All content is automatically escaped, unless it provides an `__html__` method that returns a string in HTML format. Similarly, the builder objects of this module expose `__html__` and `_repr_html_` accessors that allow them to be rendered as HTML in Jupyter Notebooks and various other systems that follow this convention.

Any preformatted HTML may be wrapped in `html5tagger.HTML(string_of_html)` to avoid it being escaped when included in a document, as the HTML class has those accessors.

⚠️ Do not use `HTML()` for text, in particular not on messages sent by users, that may contain HTML that you didn't intend to execute as HTML.

## Performance

We benchmark rendering of a medium-sized product listing page in various modes, with Jinja for reference. The rendering time goes up to 1.5ms with full document regeneration each time, and drops to **0.2ms with templating**, although depending on how dynamic the document is this difference may vary.

This suggests that even generation from scratch likely runs faster than an SQL query (10ms) and, with templating, faster than FastAPI itself (1ms, empty handler).

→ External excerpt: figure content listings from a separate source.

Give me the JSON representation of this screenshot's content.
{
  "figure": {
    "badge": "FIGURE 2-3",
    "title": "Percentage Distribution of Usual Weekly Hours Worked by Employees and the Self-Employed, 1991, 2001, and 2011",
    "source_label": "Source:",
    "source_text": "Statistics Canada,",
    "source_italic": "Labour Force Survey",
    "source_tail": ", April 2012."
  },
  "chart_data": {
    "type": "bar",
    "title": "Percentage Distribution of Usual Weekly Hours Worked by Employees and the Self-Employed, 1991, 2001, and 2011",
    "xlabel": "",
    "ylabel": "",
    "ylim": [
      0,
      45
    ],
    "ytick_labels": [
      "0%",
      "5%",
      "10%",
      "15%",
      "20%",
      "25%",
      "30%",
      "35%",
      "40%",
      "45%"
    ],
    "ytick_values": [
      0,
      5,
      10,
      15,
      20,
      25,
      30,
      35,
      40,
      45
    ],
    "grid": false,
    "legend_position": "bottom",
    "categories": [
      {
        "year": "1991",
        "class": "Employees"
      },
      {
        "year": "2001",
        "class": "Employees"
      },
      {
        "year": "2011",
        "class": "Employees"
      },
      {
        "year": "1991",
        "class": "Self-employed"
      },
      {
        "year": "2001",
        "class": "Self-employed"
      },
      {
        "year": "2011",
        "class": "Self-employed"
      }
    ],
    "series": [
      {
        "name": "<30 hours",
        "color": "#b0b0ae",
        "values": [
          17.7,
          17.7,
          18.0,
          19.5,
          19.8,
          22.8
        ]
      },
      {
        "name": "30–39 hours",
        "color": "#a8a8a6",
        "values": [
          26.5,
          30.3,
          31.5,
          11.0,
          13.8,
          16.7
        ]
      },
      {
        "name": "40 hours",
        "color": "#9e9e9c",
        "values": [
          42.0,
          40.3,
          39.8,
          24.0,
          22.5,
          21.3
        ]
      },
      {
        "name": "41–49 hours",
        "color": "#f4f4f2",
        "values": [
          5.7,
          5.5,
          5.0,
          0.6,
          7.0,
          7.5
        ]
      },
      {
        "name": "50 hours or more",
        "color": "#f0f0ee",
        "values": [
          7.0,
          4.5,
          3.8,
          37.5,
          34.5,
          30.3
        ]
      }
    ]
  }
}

Our template implementation benchmarks 1.2x faster than Jinja, or 4.6x faster if Jinja needs to load the template from file (cached). The Jinja document is larger due to whitespace needed for formatting and more verbose escaping rules, meaning it transfers to the client more slowly as well. We tried without whitespace for comparison, and the rendering time was not measurably different, but editing the template becomes hard.

The benchmark script is included in the source repository. All the values quoted are single CPU. High performance Python web frameworks like Sanic can reach 10 000+ req/s with html5tagger included, using multiple workers.

## Further development

There have been no changes to the tagging API since 2018 when this module was brought to production use, and thus the interface is considered stable with only small incremental changes while maintaining the generation API otherwise stable, only adding features like the `[]` operator in recent versions, and generic modernisation.

The templating API added as a draft in version 1.3 has been removed in 2.0, where it is replaced by a redesigned templating system that runs faster and is more versatile. This is also now assumed to be similarly stable as the generation side, only seeing incremental improvements.